I’ll admit straight away that I have a mental block when it comes to philosophy. Even when I can understand most of the words philosophers use, I can’t seem to make sense of their concepts. This is a definite drawback in reading this book. Muriel Barbery is a philosophy professor, and she says she is interested in ‘exploring the bearing philosophy could really have on one’s life … that’s where the desire to anchor philosophy to a story … was born’. And here I can’t even understand one of the main words: phenomenology. The book, first published in 2006, was translated from French in 2008.
The story centres on two people who live in a posh Paris apartment block. One is the concierge, Renée Michel. She strives to appear as the archetypal concierge – dull and stupid, apparently – but has a hidden intellectual life and a broad knowledge of literature and films. The other is an intellectually precocious twelve year old, Paloma Josse, who lives with her family in one of the apartments. She also tries to hide her intellect, and has decided that since life is futile, she will commit suicide when she turns thirteen. The story is told by these two, each keeping a journal of sorts. Then someone new moves in, and Renée’s cover is blown.
There is very little plot. Both journals are more of a series of thoughts than a story. Renée, for example, asks ‘What is the purpose of Art? To give us the brief, dazzling illusion of the camellia; to carve from time an emotional aperture that cannot be reduced to animal logic’, and then goes on about the quintessence of Art and the certainty of timelessness. Paloma, for her part, muses on ‘motionless movement in the world’. What are we to make of this? Renée’s interest in Husserl, the father of phenomenology, no doubt informs many of her reflections about consciousness, but I certainly can’t put them together into any coherent whole. Other readers may find these apercus thought-provoking; I mostly find them frustrating.
Many readers may find the main characters attractive, but here again I am unenthusiastic. I can’t understand why Madame Michel wants to keep her erudition secret. The class barrier which both the residents and the concierge perceive to exist between them is demonstrated, but that does not seem a sufficient reason for her concern. Who cares what they think? And Paloma is a brat, who, in her own cleverness, despises nearly everyone else.
Oblique literary and film references abound. Marcel Proust was for a time a concierge. The end of the story makes reference to Roland Barthes. Renée betrays her knowledge of the classics through a reference to Anna Karenina. (And then there’re all the ones I’ve missed.) Given that the other occupants of the apartment building do not recognise Renée’s true elegance of mind, and are referred to as insensitive and spoilt, I find these references problematic. The Anna Karenina reference is to the first sentence of the book: ‘All happy families are alike’. The reference is explained a page or so later. If you get it without explanation, are you, like Renée, a member of the natural intellectual aristocracy? Because if you need it explained, surely you are on the same level as the other idiots who live in the building. You are either complicit in intellectual snobbery or moronic. This is hardly fair on the reader.
Some critics suggest that English readers like books where the plot is most important, whereas French readers are more concerned with ideas. (They point out that philosophy is a compulsory subject in French schools.) If that is the case, then I am thoroughly English in my tastes, though surely it should be possible to have both ideas and plot – see for example the work of A.S. Byatt. Oh dear. I do seem to have got off on the wrong foot with this book. There are moments of humour and pathos. Maybe if I understood what Husserl was really saying …
You can read some other opinions of the book here.
We read this book in our Book Club. I must say I enjoyed it – provided the dictionary was at hand! I liked the characters but I agree with you that it was frustrating that Renee kept her intellect secret. I also found it slightly insulting that if I didn’t understand the concept under discussion I was one of the ‘idiots’.
From a purely storytelling point of view, I enjoyed the development of the relationships and wanted to see how it panned out in the end. Needless to say I was disappointed!
I have had an A.S. Byatt sitting on my shelf for many a month. Perhaps I will have open it!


**WORK TO BE COMPLETED**
Which of the lines below contain the string "screenshot"? Copy each one.

**Data entries for graphics**

%%

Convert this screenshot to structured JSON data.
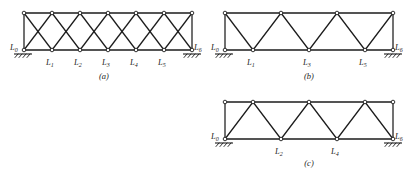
{
  "figure": {
    "background_color": "#ffffff",
    "line_color": "#1c1c1c",
    "panels": [
      {
        "id": "a",
        "caption": "(a)",
        "truss_type": "double-diagonal X-braced truss",
        "span_panels": 6,
        "bottom_nodes": [
          "L0",
          "L1",
          "L2",
          "L3",
          "L4",
          "L5",
          "L6"
        ],
        "bottom_labels": [
          {
            "base": "L",
            "sub": "0"
          },
          {
            "base": "L",
            "sub": "1"
          },
          {
            "base": "L",
            "sub": "2"
          },
          {
            "base": "L",
            "sub": "3"
          },
          {
            "base": "L",
            "sub": "4"
          },
          {
            "base": "L",
            "sub": "5"
          },
          {
            "base": "L",
            "sub": "6"
          }
        ],
        "top_node_count": 7,
        "supports": [
          "hatched-ground-left",
          "hatched-ground-right"
        ]
      },
      {
        "id": "b",
        "caption": "(b)",
        "truss_type": "Warren truss with end posts, apexes over odd panels",
        "span_panels": 6,
        "bottom_nodes": [
          "L0",
          "L1",
          "L3",
          "L5",
          "L6"
        ],
        "bottom_labels": [
          {
            "base": "L",
            "sub": "0"
          },
          {
            "base": "L",
            "sub": "1"
          },
          {
            "base": "L",
            "sub": "3"
          },
          {
            "base": "L",
            "sub": "5"
          },
          {
            "base": "L",
            "sub": "6"
          }
        ],
        "top_node_count": 4,
        "supports": [
          "hatched-ground-left",
          "hatched-ground-right"
        ]
      },
      {
        "id": "c",
        "caption": "(c)",
        "truss_type": "Warren truss with right end post, apexes over even panels",
        "span_panels": 6,
        "bottom_nodes": [
          "L0",
          "L2",
          "L4",
          "L6"
        ],
        "bottom_labels": [
          {
            "base": "L",
            "sub": "0"
          },
          {
            "base": "L",
            "sub": "2"
          },
          {
            "base": "L",
            "sub": "4"
          },
          {
            "base": "L",
            "sub": "6"
          }
        ],
        "top_node_count": 5,
        "supports": [
          "hatched-ground-left",
          "hatched-ground-right"
        ]
      }
    ]
  }
}
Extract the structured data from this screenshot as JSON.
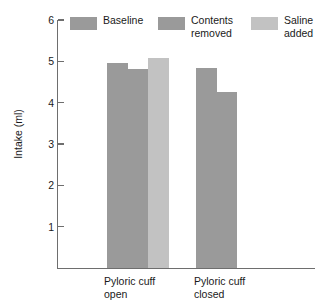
{
  "chart_data": {
    "type": "bar",
    "title": "",
    "subtitle": "",
    "xlabel": "",
    "ylabel": "Intake (ml)",
    "categories": [
      "Pyloric cuff\nopen",
      "Pyloric cuff\nclosed"
    ],
    "series": [
      {
        "name": "Baseline",
        "values": [
          4.95,
          4.84
        ],
        "color": "#9a9a9a"
      },
      {
        "name": "Contents\nremoved",
        "values": [
          4.82,
          4.25
        ],
        "color": "#9a9a9a"
      },
      {
        "name": "Saline\nadded",
        "values": [
          5.07,
          null
        ],
        "color": "#c2c2c2"
      }
    ],
    "ylim": [
      0,
      6
    ],
    "yticks": [
      6,
      5,
      4,
      3,
      2,
      1
    ],
    "ytick_labels": [
      "6",
      "5",
      "4",
      "3",
      "2",
      "1"
    ],
    "grid": false,
    "legend_position": "top",
    "axis_color": "#6e6e6e"
  },
  "legend": {
    "entries": [
      {
        "label": "Baseline"
      },
      {
        "label": "Contents\nremoved"
      },
      {
        "label": "Saline\nadded"
      }
    ]
  },
  "axes": {
    "y_title": "Intake (ml)",
    "y_tick_labels": [
      "6",
      "5",
      "4",
      "3",
      "2",
      "1"
    ],
    "x_tick_labels": [
      "Pyloric cuff\nopen",
      "Pyloric cuff\nclosed"
    ]
  }
}
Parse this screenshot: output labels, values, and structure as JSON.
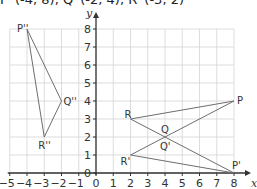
{
  "caption": "P''(-4, 8), Q''(-2, 4), R''(-3, 2)",
  "axes": {
    "x_label": "x",
    "y_label": "y",
    "x_ticks": [
      "-5",
      "-4",
      "-3",
      "-2",
      "-1",
      "0",
      "1",
      "2",
      "3",
      "4",
      "5",
      "6",
      "7",
      "8"
    ],
    "y_ticks": [
      "0",
      "1",
      "2",
      "3",
      "4",
      "5",
      "6",
      "7",
      "8"
    ],
    "x_range": [
      -5,
      8
    ],
    "y_range": [
      0,
      8
    ]
  },
  "shapes": [
    {
      "name": "original-triangle",
      "vertices": [
        {
          "label": "P",
          "x": 8,
          "y": 4
        },
        {
          "label": "Q",
          "x": 4,
          "y": 2
        },
        {
          "label": "R",
          "x": 2,
          "y": 3
        }
      ],
      "note": "drawn as bow-tie path P-R-P'/Q crossing"
    },
    {
      "name": "image-triangle",
      "vertices": [
        {
          "label": "P'",
          "x": 8,
          "y": 0
        },
        {
          "label": "Q'",
          "x": 4,
          "y": 2
        },
        {
          "label": "R'",
          "x": 2,
          "y": 1
        }
      ]
    },
    {
      "name": "double-image-triangle",
      "vertices": [
        {
          "label": "P''",
          "x": -4,
          "y": 8
        },
        {
          "label": "Q''",
          "x": -2,
          "y": 4
        },
        {
          "label": "R''",
          "x": -3,
          "y": 2
        }
      ]
    }
  ],
  "labels": {
    "P": "P",
    "Q": "Q",
    "R": "R",
    "P1": "P'",
    "Q1": "Q'",
    "R1": "R'",
    "P2": "P''",
    "Q2": "Q''",
    "R2": "R''"
  },
  "colors": {
    "grid": "#d4d4d4",
    "axis": "#333333",
    "shape": "#666666",
    "text": "#333333"
  }
}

%%

**REPLY TO THE EXERCISE**
Convert this screenshot to structured JSON data.
Extract the structured data from this screenshot as JSON.
Parse this screenshot: output labels, values, and structure as JSON.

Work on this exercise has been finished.